Thank you, Dean Ramirez and the distinguished faculty here today. And thank you to all the friends and family who have come out to celebrate this day. Thank you all for being here.

But most importantly: you. The Class of 2014. I gotta tell you guys: you look awesome. Downright amazing.

Now, I recognize that I’m the person standing between you and a selfie with your diploma, so I’m going to do my best to keep it short. And to start, I’m going to start with a confession: ever since Professor Getoor reached out and asked me if I’d be willing to do this, I’ve been dreading it. I mean really, really dreading it. I mean like as in final-exam-in-compilers dreading it.
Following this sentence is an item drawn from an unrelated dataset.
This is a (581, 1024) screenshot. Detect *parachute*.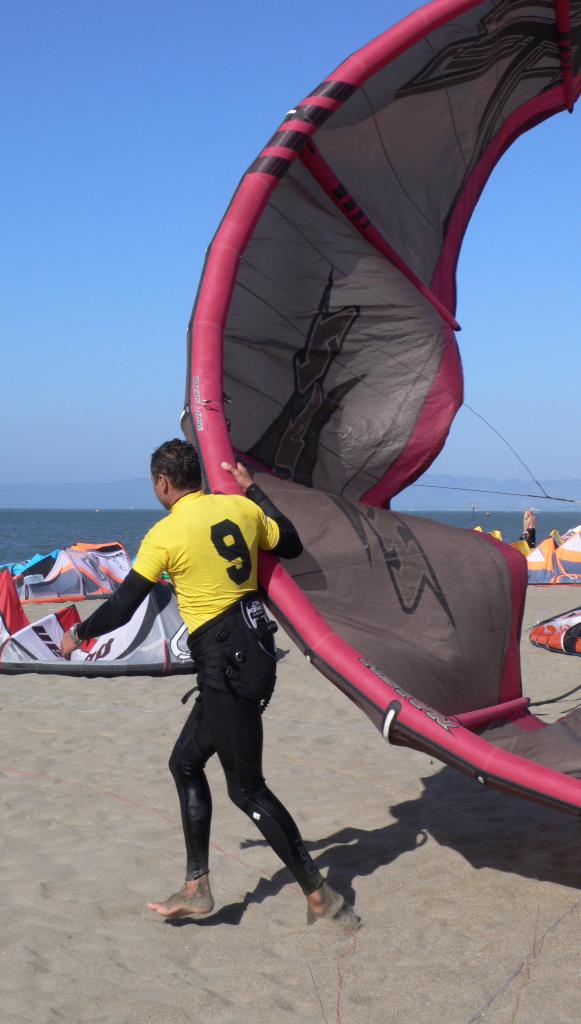
x1=0, y1=563, x2=199, y2=677.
Read more…

Four short links: 25 April 2014

Four short links: 25 April 2014

IoT UX, Tilty Library, Local Govt Dashboard, and SF Dreams

  1. UX of the Internet of Things — a Pinterest board of IoT designs and experience.
  2. parallax.js — Javascript library for tilt, shake, etc. interactivity on iPad. NICE demo.
  3. Gov.UK Local Government Dashboard Prototype is Live — not glorious, but making the move from central to local government is super-important. (via Steve Halliday)
  4. How America’s Leading Science Fiction Authors are Shaping Your Future (Smithsonian) — SF writers create our dreams. “Techno-optimists have gone from thinking that cheap nuclear power would solve all our problems to thinking that unlimited computing power will solve all our problems,” says Ted Chiang, who has explored the nature of intelligence in works such as The Lifecycle of Software Objects. “But fiction about incredibly powerful computers doesn’t inspire people the same way that fiction about large-scale engineering did, because achievements in computing are both more abstract and more mundane.”
Four short links: 8 April 2014

Four short links: 8 April 2014

Our Robot Future, Embeddable Pi, Behavioural Economics Not Solved Problem, and Imagine Processing Language

  1. Next Five Years for Robots — plausible summary of the near future progression, taken from Helen Greiner’s DEMOlabs talk.
  2. Raspberry Pi Compute Modulea Raspberry Pi shrunk down to fit on a SODIMM with onboard memory, whose connectors you can customise for your own needs. (via Makezine)
  3. Behavioural Economics and Public Policy (Financial Times) — interesting how A/B trials revealed that implementations of Cialdini’s social proof didn’t test as well as non-social-proof persuasive techniques. More useful than something that claims to be the right answer is knowing when you’re closer to the right answer. (via Mind Hacks)
  4. Halide Language — open source programming language designed to make it easier to write high-performance image processing code on modern machines. Its current front end is embedded in C++. Compiler targets include x86/SSE, ARM v7/NEON, CUDA, Native Client, and OpenCL.